ADVERTISEMENT

Wealth Chasm Is Toughest Obstacle for Latest Euro Hopeful

Wealth Chasm Is Toughest Obstacle for Latest Euro Hopeful

(Bloomberg) -- The latest country eyeing a switch to the euro has a cast-iron case for joining the currency club. Well, almost.

Bulgaria wants to enter the ERM-2 exchange-rate mechanism, the precursor to adopting the euro, and ticks all of the European Union’s boxes to eventually swap the lev for the common currency. Prime Minister Boyko Borissov even won influential support from German Chancellor Angela Merkel and French President Emmanuel Macron during a lobbying tour of Europe this month.

There’s just one hitch. A decade after becoming an EU member, it’s still its poorest nation, with output per capita less than half the bloc’s average. And while that's not an official condition for pushing ahead with adoption, officials do also look at the wealth gap when assessing the viability of welcoming another economy to the fold.

Some poorer countries, such as Greece and Spain, lost competitiveness after joining the euro and struggled to restore it without their own currencies in the wake of the 2008 crash. Eastern European nations including Poland and the Czech Republic, which held onto the zloty and the koruna, fared better post-crisis.

Wealth Chasm Is Toughest Obstacle for Latest Euro Hopeful

“Bulgaria’s low income levels are probably the key barrier,” said Liam Carson, an analyst covering emerging Europe at Capital Economics Ltd. in London. “Aside from this, the economics suggests that Bulgaria could be a relatively strong candidate to enter.”

Targeting a more prominent role in EU decision-making, Borissov has made joining the euro a priority and may capitalize on renewed enthusiasm for European integration since Macron’s election triumph. His Black Sea nation meets the EU’s convergence criteria, boasting the group’s third-lowest government debt, a small budget deficit, manageable inflation and a currency that’s been pegged to the euro for two decades. It has $26.7 billion of foreign reserves.

While it does still lag behind richer peers, purchasing power is growing. Last year’s 5.1 percent jump in retail spending will probably be repeated in 2017, market-research firm GfK predicts.

But the catch-up could take time. While most countries expect to spend a couple of years in the euro waiting room, there’s no limit on how long they can linger. After starting preparations to join the single currency in 1999, Danish voters rejected it the following year. The government has been content to remain in ERM-2 ever since. 

“Look at Denmark,” said Ciprian Dascalu, chief economist at ING Bank NV in Bucharest. “Bulgaria can stay much longer than the normal two years.”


### Instructions for the task
Go over the entries below line by line, copying each one that contains the word "Academy".

[Stored data entries]
⟨
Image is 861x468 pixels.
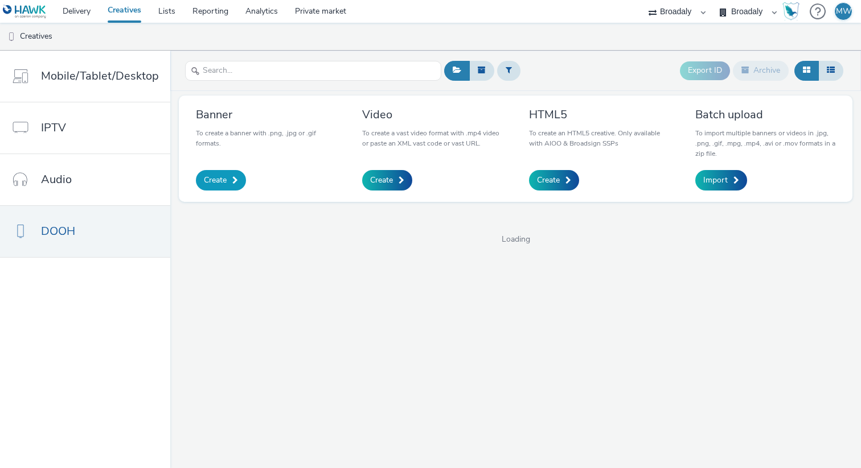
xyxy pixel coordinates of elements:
[196,128,336,149] p: To create a banner with .png, .jpg or .gif formats.
[41,171,72,188] span: Audio
[41,120,66,136] span: IPTV
[695,170,747,191] a: Import
[196,170,246,191] a: Create
[537,175,559,186] span: Create
[3,5,47,19] img: undefined Logo
[362,128,502,149] p: To create a vast video format with .mp4 video or paste an XML vast code or vast URL.
[196,107,336,122] h3: Banner
[41,68,159,84] span: Mobile/Tablet/Desktop
[782,2,799,20] img: Hawk Academy
[170,234,861,245] span: Loading
[794,61,818,80] button: Grid
[782,2,804,20] a: Hawk Academy
[370,175,393,186] span: Create
[695,128,835,159] p: To import multiple banners or videos in .jpg, .png, .gif, .mpg, .mp4, .avi or .mov formats in a z...
[185,61,441,81] input: Search...
[680,61,730,80] button: Export ID
[529,107,669,122] h3: HTML5
[6,31,17,43] img: dooh
[204,175,227,186] span: Create
[733,61,788,80] button: Archive
[529,170,579,191] a: Create
[836,3,851,20] div: MW
[362,170,412,191] a: Create
[362,107,502,122] h3: Video
[703,175,727,186] span: Import
[41,223,75,240] span: DOOH
[695,107,835,122] h3: Batch upload
[529,128,669,149] p: To create an HTML5 creative. Only available with AIOO & Broadsign SSPs
[818,61,843,80] button: Table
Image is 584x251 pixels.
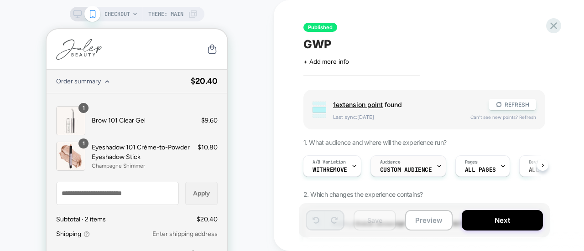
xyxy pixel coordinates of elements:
span: Can't see new points? Refresh [470,114,536,120]
img: Brow 101 Clear Gel [10,77,39,106]
span: Custom Audience [380,167,432,173]
span: + Add more info [303,58,349,65]
span: Pages [465,159,477,166]
span: Published [303,23,337,32]
span: 1 [36,110,38,119]
strong: Total [10,220,28,230]
span: 1 [36,75,38,83]
span: ALL PAGES [465,167,496,173]
span: Audience [380,159,400,166]
span: Theme: MAIN [148,7,183,21]
span: Last sync: [DATE] [333,114,461,120]
span: Shipping [10,200,35,210]
span: USD [130,223,141,229]
span: Devices [529,159,546,166]
span: 1. What audience and where will the experience run? [303,139,446,146]
span: 2. Which changes the experience contains? [303,191,422,198]
section: Shopping cart [10,74,171,143]
a: Cart [160,15,171,26]
button: Save [353,210,396,231]
strong: $20.40 [144,47,171,57]
span: A/B Variation [312,159,346,166]
span: WithRemove [312,167,347,173]
span: CHECKOUT [104,7,130,21]
img: Julep Eyeshadow 101 Crème-to-Powder Eyeshadow Stick in Champagne Shimmer [10,113,39,142]
span: found [333,101,479,109]
span: $10.80 [151,114,171,123]
p: Eyeshadow 101 Crème-to-Powder Eyeshadow Stick [45,114,145,133]
strong: $20.40 [144,219,171,232]
span: Subtotal · 2 items [10,187,59,194]
p: Brow 101 Clear Gel [45,87,148,96]
button: REFRESH [488,99,536,110]
span: Enter shipping address [106,201,171,209]
span: 1 extension point [333,101,383,109]
span: ALL DEVICES [529,167,566,173]
button: Preview [405,210,452,231]
p: Champagne Shimmer [45,133,145,141]
button: Next [462,210,543,231]
span: $9.60 [155,87,171,96]
span: Order summary [10,48,54,56]
span: $20.40 [150,187,171,194]
span: GWP [303,37,331,51]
⟩
### Exercise output
[782,2,799,20] img: Hawk Academy
[782,2,804,20] a: Hawk Academy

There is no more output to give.